There is an audience that is being left on the table, so to speak. They’re perfectly willing to imagine an Irish landscape or London drawing room provided you have something to say when you’re there. They’re looking for intelligent discourse. They’ll be happy to listen to rich language with a few words they’ve never even heard before. It will be OK with them if you say that this red cloth is blood and this blue cloth is water, and this man standing with his arms out represents a wall. They love theatrical symbolism. In fact, they won’t mind if the symbolism is a heck of a lot subtler than that. This audience does do nuance. And we hope to serve them.
People like to use their imaginations. A simple theatre is an imaginative experience for the audience. But, as in anything, simple isn’t easy. Without automated scenery and lights and breath-taking costumes, actors are stripped and alone. They must penetrate the work to such an extent that they need no help to be riveting, and if they’ve reached that point, they can do without the distractions. How do they reach that point? They must have a school of acting and strong, insistent direction. A way of working. And they must have time.
The Rogue will be a way of working. We will become expert at pulling entire worlds out of our pocket. The Rogue will be fearless about expecting intelligence from our audience. The Rogue will try always to stay at or above the level of our audience, because there is nothing worse than playing beneath them. We will ask more of ourselves, our audience, and our community. And we will do this in a spirit of love and generosity.
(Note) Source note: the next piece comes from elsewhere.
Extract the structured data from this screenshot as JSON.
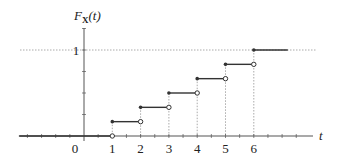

Because, along with everything said thus far, the theatre is a gift.
We’ve chosen the name The Rogue because we want to poke and prod and kick over sand castles, and if a few people get pissed off, from time to time, well, that’s OK. It comes with the territory of talking about things that people care about, and looking at those things in unexpected ways. In other words, it comes with the territory of doing real theatre.
—Joseph McGrath, Artistic Director,
September 2005
Updated July 2019
Article II
Our experiences of production at the Rogue Theatre have confirmed our initial convictions about what we are attempting to accomplish. Our audience has appreciated the level of discourse and the opportunity to participate in an imaginative event, and we have rapidly developed a reputation for those qualities. We have found that high quality literature develops high quality work in our artists. Our rehearsal process has encompassed roughly twice the time that comparable companies might devote to such projects, and we have found that every last moment of those rehearsals were fruitful in developing not only the work, but the ensemble, and the individual performers as well. It has been gratifying to find that the Rogue already seems to have developed a musical aspect to its ensemble, headed initially by Dr. Harlan Hokin, followed by Paul Amiel, and Jake Sorgen and now Russell Ronnenbaum that will be critical in coming years to not only its theatrical posture, but to the training of ear and voice that must happen if we are to continue with this rich language. The Rogue is devoted to our local actors, and we hope to train them to capabilities far beyond what is typically asked of them here in Tucson.